Murder by Cholesterol
I despised one of the scientists I was forced to work with in graduate school. He was a bad manager, an unorganized scientist, a poor teacher, and extremely full of himself. He was practically forced out of a national lab for being a lightweight.
So I decided to assist in triggering the heart attack he seemed constantly worried about. It never happened though, so I have nothing to confess and there’s no reason to bring me in for questioning.
I didn’t do anything especially sneaky or covert. I knew that he needed to work on his cholesterol, that he was trying to work on his cholesterol, and that he was as bad at his health as he was his science. I simply presented the opportunity for him to make it worse.
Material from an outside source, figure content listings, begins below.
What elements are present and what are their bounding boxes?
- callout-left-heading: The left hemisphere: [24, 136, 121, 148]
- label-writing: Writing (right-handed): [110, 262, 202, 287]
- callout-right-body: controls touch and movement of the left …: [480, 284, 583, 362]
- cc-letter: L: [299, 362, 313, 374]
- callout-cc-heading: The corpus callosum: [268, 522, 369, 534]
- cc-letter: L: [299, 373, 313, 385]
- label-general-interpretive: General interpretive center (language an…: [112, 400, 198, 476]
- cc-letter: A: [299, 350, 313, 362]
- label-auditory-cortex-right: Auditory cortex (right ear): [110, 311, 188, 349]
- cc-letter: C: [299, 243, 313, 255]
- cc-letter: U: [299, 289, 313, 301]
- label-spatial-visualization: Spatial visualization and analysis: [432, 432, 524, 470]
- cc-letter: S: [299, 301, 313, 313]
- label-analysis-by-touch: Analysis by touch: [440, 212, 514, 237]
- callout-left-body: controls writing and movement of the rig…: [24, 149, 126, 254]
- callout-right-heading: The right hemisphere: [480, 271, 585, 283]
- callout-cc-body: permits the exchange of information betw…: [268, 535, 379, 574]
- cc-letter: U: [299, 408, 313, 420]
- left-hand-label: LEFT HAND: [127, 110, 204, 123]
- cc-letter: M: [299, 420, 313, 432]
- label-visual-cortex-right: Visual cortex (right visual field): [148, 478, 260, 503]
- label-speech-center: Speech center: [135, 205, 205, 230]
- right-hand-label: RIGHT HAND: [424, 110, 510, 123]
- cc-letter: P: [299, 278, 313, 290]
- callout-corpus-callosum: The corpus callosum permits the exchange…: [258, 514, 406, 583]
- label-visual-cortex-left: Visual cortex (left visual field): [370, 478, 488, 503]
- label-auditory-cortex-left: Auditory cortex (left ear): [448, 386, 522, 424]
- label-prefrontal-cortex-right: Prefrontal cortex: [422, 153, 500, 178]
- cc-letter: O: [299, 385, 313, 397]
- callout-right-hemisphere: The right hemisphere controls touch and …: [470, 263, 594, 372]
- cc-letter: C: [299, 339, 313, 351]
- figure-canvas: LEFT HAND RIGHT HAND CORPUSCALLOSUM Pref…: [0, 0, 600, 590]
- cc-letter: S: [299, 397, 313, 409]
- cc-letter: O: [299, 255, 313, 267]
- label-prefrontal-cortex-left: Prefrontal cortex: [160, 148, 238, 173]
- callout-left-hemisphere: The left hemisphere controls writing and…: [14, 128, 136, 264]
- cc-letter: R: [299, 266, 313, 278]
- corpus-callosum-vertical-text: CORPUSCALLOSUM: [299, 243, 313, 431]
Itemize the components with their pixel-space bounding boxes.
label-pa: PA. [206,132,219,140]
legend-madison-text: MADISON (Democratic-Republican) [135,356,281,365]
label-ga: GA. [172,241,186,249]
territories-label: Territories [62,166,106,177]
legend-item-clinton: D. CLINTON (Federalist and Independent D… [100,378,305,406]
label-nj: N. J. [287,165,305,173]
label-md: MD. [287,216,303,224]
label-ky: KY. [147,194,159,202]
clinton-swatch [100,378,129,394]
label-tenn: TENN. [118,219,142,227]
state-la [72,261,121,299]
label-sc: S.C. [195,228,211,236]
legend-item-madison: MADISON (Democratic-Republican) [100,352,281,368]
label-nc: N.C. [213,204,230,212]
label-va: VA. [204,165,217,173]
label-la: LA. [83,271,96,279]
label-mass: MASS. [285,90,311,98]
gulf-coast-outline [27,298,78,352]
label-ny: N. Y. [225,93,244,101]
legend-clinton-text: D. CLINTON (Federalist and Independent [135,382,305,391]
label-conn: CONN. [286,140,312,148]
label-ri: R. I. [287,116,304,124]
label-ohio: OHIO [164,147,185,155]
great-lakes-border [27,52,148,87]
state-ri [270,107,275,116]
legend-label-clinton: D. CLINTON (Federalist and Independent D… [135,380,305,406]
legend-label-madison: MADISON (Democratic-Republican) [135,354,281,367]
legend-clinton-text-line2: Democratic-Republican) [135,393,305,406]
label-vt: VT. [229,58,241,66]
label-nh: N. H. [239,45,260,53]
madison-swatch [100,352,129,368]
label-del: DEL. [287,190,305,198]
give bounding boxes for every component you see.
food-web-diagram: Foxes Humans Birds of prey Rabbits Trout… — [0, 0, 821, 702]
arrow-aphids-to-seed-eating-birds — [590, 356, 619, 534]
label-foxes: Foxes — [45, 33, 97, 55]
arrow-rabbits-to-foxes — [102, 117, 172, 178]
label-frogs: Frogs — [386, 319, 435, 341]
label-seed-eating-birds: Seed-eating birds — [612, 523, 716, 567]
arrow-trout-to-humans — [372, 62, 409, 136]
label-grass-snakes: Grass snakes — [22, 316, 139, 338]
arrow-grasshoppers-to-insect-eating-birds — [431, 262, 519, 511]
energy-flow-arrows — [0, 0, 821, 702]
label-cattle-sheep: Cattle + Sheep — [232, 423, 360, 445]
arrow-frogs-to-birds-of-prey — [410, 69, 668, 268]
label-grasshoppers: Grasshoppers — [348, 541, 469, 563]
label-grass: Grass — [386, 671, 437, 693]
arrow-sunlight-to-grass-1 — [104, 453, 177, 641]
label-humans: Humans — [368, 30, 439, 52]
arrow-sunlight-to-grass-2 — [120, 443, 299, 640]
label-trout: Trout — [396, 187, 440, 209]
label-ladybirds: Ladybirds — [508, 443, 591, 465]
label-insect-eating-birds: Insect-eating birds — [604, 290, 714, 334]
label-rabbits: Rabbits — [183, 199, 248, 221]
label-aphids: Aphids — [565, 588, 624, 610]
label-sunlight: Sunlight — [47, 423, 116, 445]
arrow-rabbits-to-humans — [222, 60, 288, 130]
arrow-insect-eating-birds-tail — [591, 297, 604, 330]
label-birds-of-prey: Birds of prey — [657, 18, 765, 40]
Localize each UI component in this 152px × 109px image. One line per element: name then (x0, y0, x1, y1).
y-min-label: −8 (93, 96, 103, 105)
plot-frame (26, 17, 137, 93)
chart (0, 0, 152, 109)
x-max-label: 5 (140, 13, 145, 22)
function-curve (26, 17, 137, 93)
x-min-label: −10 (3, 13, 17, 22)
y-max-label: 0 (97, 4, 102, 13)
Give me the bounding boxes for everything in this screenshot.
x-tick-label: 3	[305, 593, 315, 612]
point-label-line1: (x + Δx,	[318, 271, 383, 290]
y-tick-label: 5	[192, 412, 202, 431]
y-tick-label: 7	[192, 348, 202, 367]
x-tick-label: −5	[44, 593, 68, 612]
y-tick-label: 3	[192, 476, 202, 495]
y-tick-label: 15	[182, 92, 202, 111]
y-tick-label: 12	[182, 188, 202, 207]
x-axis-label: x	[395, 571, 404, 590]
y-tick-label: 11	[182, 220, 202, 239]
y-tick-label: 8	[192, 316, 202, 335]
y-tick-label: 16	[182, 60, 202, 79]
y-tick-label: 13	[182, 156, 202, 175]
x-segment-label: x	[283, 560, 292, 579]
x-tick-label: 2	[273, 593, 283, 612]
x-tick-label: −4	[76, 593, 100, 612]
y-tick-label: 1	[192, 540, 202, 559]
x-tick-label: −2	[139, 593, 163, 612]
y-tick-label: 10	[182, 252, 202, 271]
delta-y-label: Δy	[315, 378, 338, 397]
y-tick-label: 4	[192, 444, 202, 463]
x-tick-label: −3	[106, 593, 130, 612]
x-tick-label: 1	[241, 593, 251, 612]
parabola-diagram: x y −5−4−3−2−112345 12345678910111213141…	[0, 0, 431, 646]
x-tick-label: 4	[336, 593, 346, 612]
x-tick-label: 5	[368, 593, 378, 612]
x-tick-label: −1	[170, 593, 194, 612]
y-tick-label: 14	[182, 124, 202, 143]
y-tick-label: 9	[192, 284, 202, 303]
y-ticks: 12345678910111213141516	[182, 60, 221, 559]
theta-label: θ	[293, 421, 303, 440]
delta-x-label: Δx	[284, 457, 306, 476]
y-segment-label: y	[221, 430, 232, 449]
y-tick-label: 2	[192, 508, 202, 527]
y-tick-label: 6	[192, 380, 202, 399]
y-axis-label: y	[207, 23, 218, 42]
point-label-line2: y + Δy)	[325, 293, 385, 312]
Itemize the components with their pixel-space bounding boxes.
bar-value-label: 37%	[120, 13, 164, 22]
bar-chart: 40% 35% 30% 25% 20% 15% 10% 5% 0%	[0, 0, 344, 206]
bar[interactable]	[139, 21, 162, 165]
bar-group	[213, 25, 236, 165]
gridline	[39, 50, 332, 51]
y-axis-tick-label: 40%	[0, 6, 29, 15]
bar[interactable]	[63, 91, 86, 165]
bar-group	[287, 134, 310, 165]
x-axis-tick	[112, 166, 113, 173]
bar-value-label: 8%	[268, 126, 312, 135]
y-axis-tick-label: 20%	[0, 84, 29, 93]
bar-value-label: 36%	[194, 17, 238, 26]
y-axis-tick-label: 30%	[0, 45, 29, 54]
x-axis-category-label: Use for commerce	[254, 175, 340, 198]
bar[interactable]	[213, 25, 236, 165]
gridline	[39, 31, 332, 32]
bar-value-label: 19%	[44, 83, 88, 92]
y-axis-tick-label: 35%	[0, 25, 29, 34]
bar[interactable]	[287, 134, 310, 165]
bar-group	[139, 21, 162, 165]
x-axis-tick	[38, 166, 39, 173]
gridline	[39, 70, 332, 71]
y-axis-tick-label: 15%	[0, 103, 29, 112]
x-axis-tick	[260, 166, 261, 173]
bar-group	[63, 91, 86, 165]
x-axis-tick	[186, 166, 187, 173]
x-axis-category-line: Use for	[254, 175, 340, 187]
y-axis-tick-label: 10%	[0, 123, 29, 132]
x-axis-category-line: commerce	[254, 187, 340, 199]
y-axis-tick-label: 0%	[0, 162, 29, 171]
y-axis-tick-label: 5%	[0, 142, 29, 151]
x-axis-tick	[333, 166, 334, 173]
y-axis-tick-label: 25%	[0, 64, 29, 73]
One morning, I stopped by Dunkin’ Donuts on my way into the lab. I brought in a dozen doughnuts and left them in the break room. I took one and I left the rest to the fate of the Universe. He eventually discovered them and took one after a bit of fretting. Once he’d sinned, he decided to have another. That’s the secret to murder: give them the opportunity in small steps and they’ll take care of the rest. Once he had one doughnut, he might as well have 10.
It’s a weird social thing that anyone, with no prior notice or authority, can abandon food in a break and that people will eat it. Well, you can not abandon your food, write your name on it, hide it at the back of a refrigerator, and other people will eat it, so obviously free food should have a much less surprisingly fate. And, at the end of the day, I found five dollars and change in the box! The other scientists must have chipped in when they took something, which is what civilized people do; they trade abandoned trash for valuable money. That checks out; they were stand-up guys. The target scientist, however, who knows if he chipped in.
He did ask that I bring in muffins instead the next day.
Bitch, please.
I brought in doughnuts again the next day, using the money everyone else had thrown in. Same result: five bucks at the end of the day.
The next day I brought in pizza and I left it in my office, although you could smell it throughout the wing. The target asked for a couple of slices. Sure, have some of this greasy pizza. Have that pepperoni slice. Go on, take it.
After that, I’d do it again every so often, and he could never control himself. Fuck him.
It ramped up one evening when the entire team was working around the clock. I went to the grocery store to get rations, including a box of Entemann’s doughnuts. I left the bag and everything in it at my station, and I’d unpack it later for dinner.
Soon the target was snooping in the back, despite it not being at his station (he didn’t have a space assigned to him because it was all his space). He’s the sort of guy who would go through the personal items in your desk with a big show of “May I?” knowing that no one is going to refuse the Big Boss (although one Romanian scientist had his number).
Throughout the evening he circles the hoping something was opened, so I delayed and delayed. I could see him becoming more agitated by this, but he wasn’t grasping his left arm and gasping yet, so his heart was still ticking.
Eventually he couldn’t stand it anymore and asked if he could open the doughnuts. Sure, have at it. He was quicker than he was graceful, and I felt bad that he was so weak. Not only was he personally weak, but as the Big Boss with no other function, he should have been taking care of the team.
The guy kept living, but I decided to leave grad school, mostly because of him and the realization that there would be no good jobs in Physics. I never had to deal with him again, but I, as well as other graduate students, helped people not choose him as their advisor.
I no longer hope he has that heart attack, but I won’t be said if he does.